Windows 11 legacy template for installation, when 1st Phys storage is SDD128 or 256Gb, degrades rather quickly - ergo UE Solution to this to discuss:
Dear Reader,
I'm someone who installs Debian with all cross-compilers SDK's etc to aid development. I bought Windows 10 PRO for the advanced security protection and to have a full-blown UX with VM installed VS2022 that has all the ju-ju from SDKs to Symbols to nuget completeness. HyperV allows this file drive to grow. What exponentially grows is the system disk that even MS products need a hard reference to the system(root, boot, recovery, UEFI), We, the people, (users) are however asked to do disk management when the 1st drive also does paging is running exponentially full.

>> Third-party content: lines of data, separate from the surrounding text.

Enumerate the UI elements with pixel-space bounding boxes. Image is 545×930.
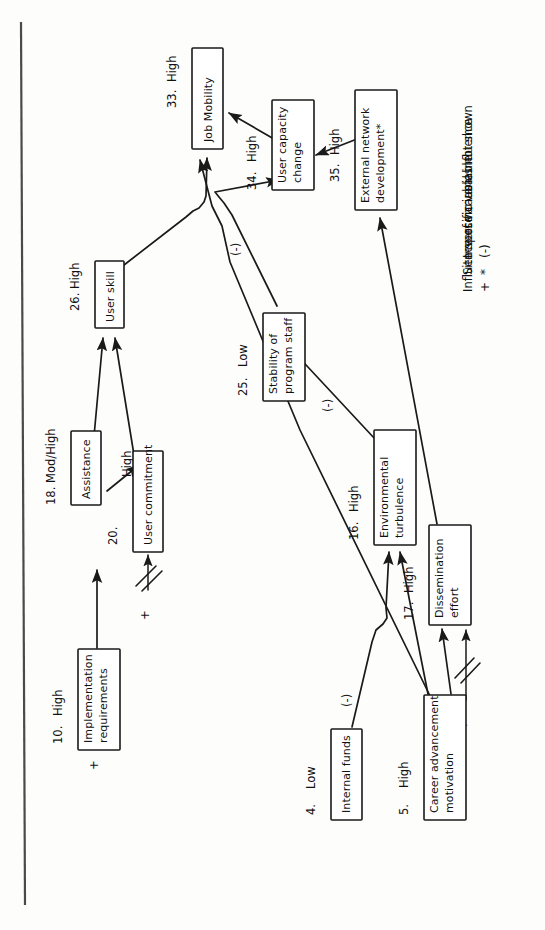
node-label-line2: effort — [448, 587, 461, 618]
sign-plus-implementation: + — [87, 760, 101, 770]
node-number: 35. — [328, 164, 342, 182]
node-number: 4. — [304, 804, 318, 815]
node-user-skill[interactable]: User skill 26. High — [68, 261, 124, 328]
diagram-canvas: + + + High (-) (-) (-) Job Mobility 33. … — [0, 0, 545, 930]
node-label-line2: change — [291, 142, 304, 183]
node-label-line1: Assistance — [80, 439, 93, 499]
node-label-line1: Implementation — [82, 654, 95, 743]
sign-negative-turbulence: (-) — [321, 399, 335, 412]
legend: + Influence of variables not shown * Sit… — [461, 105, 492, 292]
node-assistance[interactable]: Assistance 18. Mod/High — [44, 428, 101, 505]
node-level: High — [51, 690, 65, 716]
node-label-line1: Internal funds — [340, 735, 353, 813]
hashmark-dissemination-b — [461, 663, 480, 683]
node-label-line1: Career advancement — [428, 695, 441, 813]
node-label-line1: External network — [359, 107, 372, 203]
node-label-line1: User skill — [104, 271, 117, 322]
node-internal-funds[interactable]: Internal funds 4. Low — [304, 729, 362, 820]
node-level: High — [68, 263, 82, 289]
node-label-line1: User commitment — [142, 444, 155, 545]
node-level: High — [165, 56, 179, 82]
node-job-mobility[interactable]: Job Mobility 33. High — [165, 48, 223, 149]
node-label-line1: Environmental — [378, 457, 391, 538]
node-label-line1: Job Mobility — [202, 77, 215, 143]
edge-capacity-to-jobmobility — [229, 113, 274, 139]
node-level: Low — [304, 766, 318, 789]
sign-negative-stability: (-) — [229, 243, 243, 256]
node-level: Low — [236, 344, 250, 367]
node-number: 16. — [347, 522, 361, 540]
hashmark-dissemination-a — [455, 658, 474, 678]
edge-stability-to-capacity — [215, 180, 279, 306]
node-label-line2: motivation — [443, 753, 456, 813]
node-number: 20. — [106, 527, 120, 545]
node-level: High — [397, 762, 411, 788]
node-label-line2: program staff — [282, 317, 295, 394]
node-number: 33. — [165, 90, 179, 108]
node-label-line1: User capacity — [276, 106, 289, 183]
sign-negative-funds: (-) — [340, 694, 354, 707]
node-stability-of-program-staff[interactable]: Stability of program staff 25. Low — [236, 313, 305, 401]
node-number: 10. — [51, 726, 65, 744]
node-number: 17. — [402, 602, 416, 620]
node-label-line1: Dissemination — [433, 538, 446, 618]
node-number: 18. — [44, 487, 58, 505]
node-label-line2: requirements — [97, 668, 110, 743]
legend-mark-plus: + — [478, 282, 492, 292]
edge-funds-to-turbulence — [352, 552, 389, 727]
node-number: 34. — [245, 172, 259, 190]
page-edge-rule — [21, 22, 25, 905]
causal-influence-diagram: + + + High (-) (-) (-) Job Mobility 33. … — [0, 0, 545, 930]
node-level: High — [245, 136, 259, 162]
node-number: 5. — [397, 804, 411, 815]
node-number: 25. — [236, 378, 250, 396]
edge-userskill-to-jobmobility — [124, 158, 207, 265]
node-external-network-development[interactable]: External network development* 35. High — [328, 90, 397, 210]
node-label-line1: Stability of — [267, 333, 280, 394]
legend-mark-inverse: (-) — [478, 244, 492, 258]
hashmark-commitment-a — [136, 566, 156, 586]
legend-mark-asterisk: * — [478, 269, 492, 275]
node-level: High — [347, 486, 361, 512]
node-career-advancement-motivation[interactable]: Career advancement motivation 5. High — [397, 695, 466, 820]
node-environmental-turbulence[interactable]: Environmental turbulence 16. High — [347, 430, 416, 545]
node-label-line2: development* — [374, 123, 387, 203]
node-implementation-requirements[interactable]: Implementation requirements 10. High — [51, 649, 120, 750]
node-user-commitment[interactable]: User commitment 20. — [106, 444, 163, 552]
node-level: High — [328, 129, 342, 155]
hashmark-commitment-b — [142, 571, 162, 591]
node-label-line2: turbulence — [393, 477, 406, 538]
label-assistance-to-commitment: High — [120, 451, 134, 477]
edge-career-to-dissemination — [442, 629, 451, 694]
node-user-capacity-change[interactable]: User capacity change 34. High — [245, 100, 314, 190]
sign-plus-commitment: + — [138, 610, 152, 620]
legend-text-inverse: Inverse causal influence — [461, 119, 475, 258]
node-level: Mod/High — [44, 428, 58, 483]
node-level: High — [402, 567, 416, 593]
edge-layer — [84, 113, 480, 740]
node-number: 26. — [68, 293, 82, 311]
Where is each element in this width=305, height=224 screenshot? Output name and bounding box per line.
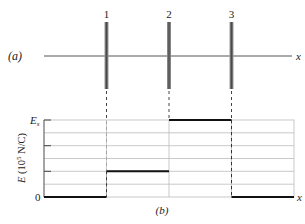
sheet-3-label: 3 [229, 8, 235, 20]
sheet-3: 3 [229, 8, 235, 89]
sheet-1: 1 [104, 8, 110, 89]
part-a: (a) x 1 2 3 [8, 8, 301, 89]
sheet-1-label: 1 [104, 8, 110, 20]
y-ticks [44, 120, 51, 171]
charged-sheets-diagram: (a) x 1 2 3 [0, 0, 305, 224]
part-b-plot: Es 0 E (105 N/C) x (b) [15, 114, 302, 217]
sheet-2-label: 2 [166, 8, 172, 20]
gridlines [44, 120, 294, 197]
sheet-2: 2 [166, 8, 172, 89]
y-tick-zero: 0 [35, 191, 41, 203]
x-axis-a-label: x [295, 50, 301, 62]
y-axis-label: E (105 N/C) [15, 132, 28, 184]
y-tick-es: Es [29, 114, 40, 128]
part-b-label: (b) [156, 204, 169, 217]
part-a-label: (a) [8, 49, 22, 63]
x-axis-b-label: x [296, 191, 302, 203]
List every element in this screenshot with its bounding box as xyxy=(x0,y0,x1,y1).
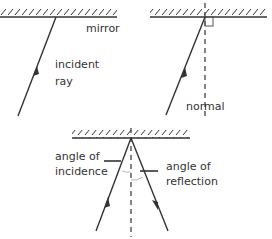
arrow-down-icon xyxy=(152,200,158,210)
incidence-label-1: angle of xyxy=(55,150,101,163)
arrow-up-icon xyxy=(104,197,110,208)
mirror-surface xyxy=(0,9,117,17)
angle-of-incidence-arc xyxy=(122,171,131,172)
reflection-label-1: angle of xyxy=(166,160,212,173)
mirror-label: mirror xyxy=(86,22,120,35)
incident-ray xyxy=(96,138,131,231)
reflection-label-2: reflection xyxy=(166,175,218,188)
panel-normal: normal xyxy=(150,3,267,120)
reflected-ray xyxy=(131,138,168,231)
incident-ray-label-2: ray xyxy=(55,75,73,88)
normal-label: normal xyxy=(186,100,225,113)
incidence-label-2: incidence xyxy=(55,165,108,178)
diagram-svg: mirror incident ray normal xyxy=(0,0,272,239)
angle-of-reflection-arc xyxy=(131,177,143,180)
incident-ray xyxy=(18,17,56,116)
reflection-diagram: mirror incident ray normal xyxy=(0,0,272,239)
mirror-surface xyxy=(150,9,267,17)
right-angle-marker xyxy=(205,17,213,26)
panel-angles: angle of incidence angle of reflection xyxy=(55,128,218,237)
incident-ray-label-1: incident xyxy=(55,58,100,71)
panel-mirror-incident-ray: mirror incident ray xyxy=(0,9,120,116)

People that have multiple drives in raid array for speed are likely to use SATAN6gb/s disks, not solid-state media. They would not be confronted with an app that allows for the movement of apps (to little use). Alright WSL-g can be exported and imported on 2nd media perhaps this is what Microsoft tries to prevent to keep all USERS files contained within that realm
What needs to be done is canonize C as the central mount point,
regardless of disk/volume/ partitions: this is a proposal that has the least impact
C: - system disk(OS-root, boot, recovery -UEFI ) will be mounted as a member of "C" preferably the fastest storage media, such as solid-state ram. May ONLY be installed of the first / fastest storage
Program data, Program Files{Machine_word}/ will also be hard-mounted as 'C" BUT, should reside on different storage, not where C:\WINDOWS is happening
USERS/ will also be hard mapped to C. This directory may NEVER be installed on the same physical media that resides in the system
It all boils down to what FS, disk (legacy reference) volume, the partition can be asserted to have this kind of setup headless
I own an Asus Rog Strix with 128Mb system en 1TB that now show
This may not happen:
D:\USERS\edwin\source\repos
D:\Program Files(x86)\AMD64\steinberg\vanguard,vst3 (64 bit)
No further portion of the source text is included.